Periodic Reporting for period 1 - BridgingScales (From single cells to microbial consortia: bridging the gaps between synthetic circuit design and emerging dynamics of heterogeneous populations)

Berichtszeitraum: 2023-05-01 bis 2025-10-31

A key turning point in the evolution of life was the transition from single-cell to multicellular organisms and the optimization of fitness via division of labour and specialization. Similarly, microorganisms have evolved equivalent strategies by forming communities or consortia. Division of labour in isogenic microbial populations is often implemented by mechanisms that create or act upon population heterogeneity to diversify functionality. Rational design in synthetic biology, on the other hand, is focused on the engineering of gene circuits with deterministically predictable functionality within single cells. While synthetic biology has certainly come a long way, predictable functionality of circuits in growing microbial populations still remains elusive or limited to tightly constrained operating conditions. We will develop novel mathematical methods to characterize and control the dynamics of synthetic gene circuits within growing microbial populations. We will develop a modelling framework and novel computational methods that take both stochasticity of single-cell processes and consequences of heterogeneity for population dynamics into account. On the mathematical side, this necessitates coupling single-cell stochastic processes to state dependent population processes such as growth or selection. We will develop methods for parameter inference, experimental design and control for such models. This will enable the construction of models that can be used to design synthetic circuits that function as specified within growing populations and that can be deployed to regulate single-cell processes such that desirable dynamics emerge at the scale of populations and consortia. We will apply the methodology for bioproduction problems in which proteins that are hard to fold need to be produced. Overproducing such proteins impairs cellular growth, which creates couplings between single-cell and population processes and raises the need to feedback control production.
We have started the project by developing a multi-scale modeling framework that extends stochastic chemical kinetics and the classical chemical master equation to the context of growing populations of cell. We have derived a general equation for the time evolution of the expected population distribution for a stochastic biochemical process operating within a growing population. In the case where all single cells in a population are growing at a the same rate and this growth rate does not depend on the biochemical process that operates inside cells, our general equation reduces to the well-known standard chemical master equation. For applications in synthetic biology, however, single cell growth rates will typically depend on the synthetic gene network that is placed into cells and our general equation needs to be used.

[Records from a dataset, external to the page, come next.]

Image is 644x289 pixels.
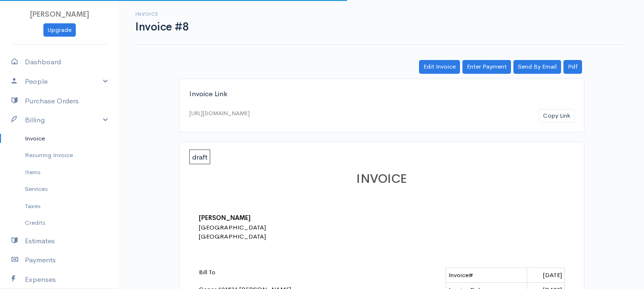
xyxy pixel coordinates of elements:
h1: INVOICE [199,173,565,186]
b: [PERSON_NAME] [199,214,251,222]
td: [DATE] [527,268,565,283]
div: [GEOGRAPHIC_DATA] [GEOGRAPHIC_DATA] [199,223,366,242]
a: Enter Payment [463,60,511,74]
span: draft [189,150,210,164]
a: Pdf [564,60,582,74]
div: Invoice Link [189,89,574,100]
a: Edit Invoice [419,60,460,74]
a: Send By Email [514,60,561,74]
button: Copy Link [539,109,574,123]
div: [URL][DOMAIN_NAME] [189,109,250,117]
a: Upgrade [43,23,76,37]
h6: Invoice [135,11,188,17]
span: [PERSON_NAME] [30,10,89,18]
p: Bill To [199,268,366,277]
h1: Invoice #8 [135,21,188,33]
td: Invoice# [446,268,527,283]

Our novel multi-scale modeling framework allows us to adequately represent the coupled dynamics of engineered single-cell gene circuits and growth of microbial populations and consortia. As such, it can serve as the core modeling tool to address the applications that will be considered in this ERC project.
Multi-scale models that aim to jointly track biochemical processes inside single cells and growth of the full cell population typically suffer from analytical and even computational intractability since every chemical reaction in every cell of a possibly large population needs to be tracked in the model. As such, the current state of the art in modeling stochastic biochemical processes inside single cells is to simply ignore any effects that the process may have on cellular growth rates since otherwise one would have to addtionally track dynamics at the population scale, which would render the model intractable. The results that we have obtained so far in this project show that it is possible to formulate a multi-scale model and then to reduced this model via calculation of an expectation to a model that is not any harder to simulate than a standard single-cell model but that does take the population context into account.